Dive Brief:
- Vertex will begin late-stage testing of one of its top drug prospects later this month, announcing on Tuesday plans for a Phase 2/3 clinical trial that will test the treatment in a genetic form of kidney disease.
- While the trial will run for approximately two years, Vertex designed it to have an interim analysis after 48 weeks that, if results are positive, could support an approval application to the Food and Drug Administration for the drug, known as VX-147.
- Vertex’s decision to advance VX-147 was based on recent data from a small study that showed the drug could treat a kidney condition called focal segmental glomerulosclerosis, or FSGS, by targeting proteins encoded by a gene known as APOL1. With the new, larger trial, Vertex will test VX-147 more broadly in patients with kidney disease and two mutations in the APOL1 gene.
Dive Insight:
VX-147 is one of Vertex’s most advanced experimental drugs and represents a test of the company’s efforts to prove itself outside of cystic fibrosis, the genetic lung disease for which it developed four now-approved therapies.
Research setbacks elsewhere have increased the pressure on Vertex to deliver, even as those cystic fibrosis medicines earn it billions of dollars in sales.
Promising results for VX-147 in December were a needed win and helped to back up Vertex’s belief that targeting APOL1 could be a way to treat kidney disease. Data from the trial, which enrolled 16 patients with FSGS, showed treatment with the drug could significantly lower urine protein levels, which typically rise as scarring hinders the kidney’s ability to filter blood.
Girish Nadkarni, a kidney disease doctor at Mount Sinai hospital in New York City, told BioPharma Dive at the time that the study was an “attractive proof-of-concept.”
The newly planned trial is designed to prove that VX-147 can lead to better patient outcomes, rather than just lower protein levels, and will assess the drug in APOL1-mediated kidney disease instead of FSGS specifically. The main objective will be to show treatment reduces the rate of decline in kidney function, measured by estimated glomerular filtration rate, versus placebo at two years.
But investigators will also measure the difference in eGFR rate at 48 weeks, alongside changes in protein levels. The earlier interim analysis could give Vertex an opportunity to seek accelerated approval should results show a strong benefit.
In a March 22 note to clients, RBC Capital Markets analyst Brian Abrahams described the trial’s design as a “middle ground” between seeking approval on protein levels alone — an aggressive “best case” scenario — and requiring Vertex to wait the full two years.
“In essence, we believe this keeps the door open for accelerated approval of ‘147, but the bar will likely be higher, as it is less certain whether 48 weeks will be long enough to demonstrate a clinically relevant difference in eGFR function across [APOL1-mediated kidney disease] indications unless the drug’s activity is very robust,” Abrahams wrote.
Vertex indicated in its statement that it had obtained the FDA’s buy-in on its trial plans, noting discussions with the agency.
The trial’s first, Phase 2 portion will enroll 66 patients between 18 and 60 years old who will be given a range of doses of VX-147. Once a dose is selected, the trial will advance into a Phase 3 stage and enroll an additional 400 patients.
Vertex estimates approximately 100,000 people in the U.S. and Europe have two APOL1 mutations and kidney disease marked by elevated protein levels. People with two mutations are likelier to have more aggressive disease than those who don’t.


Work request
What is needed here is each entry reproduced exactly, without its pictures.
START Dataset
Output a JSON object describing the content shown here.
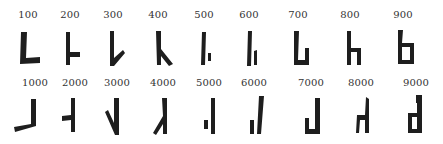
{
  "rows": [
    {
      "name": "hundreds",
      "labels": [
        "100",
        "200",
        "300",
        "400",
        "500",
        "600",
        "700",
        "800",
        "900"
      ]
    },
    {
      "name": "thousands",
      "labels": [
        "1000",
        "2000",
        "3000",
        "4000",
        "5000",
        "6000",
        "7000",
        "8000",
        "9000"
      ]
    }
  ],
  "colors": {
    "background": "#ffffff",
    "ink": "#1e1e1e",
    "label": "#333333"
  }
}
END Dataset
Written reply
Output a JSON object describing the content shown here.
{
  "rows": [
    {
      "name": "hundreds",
      "labels": [
        "100",
        "200",
        "300",
        "400",
        "500",
        "600",
        "700",
        "800",
        "900"
      ]
    },
    {
      "name": "thousands",
      "labels": [
        "1000",
        "2000",
        "3000",
        "4000",
        "5000",
        "6000",
        "7000",
        "8000",
        "9000"
      ]
    }
  ],
  "colors": {
    "background": "#ffffff",
    "ink": "#1e1e1e",
    "label": "#333333"
  }
}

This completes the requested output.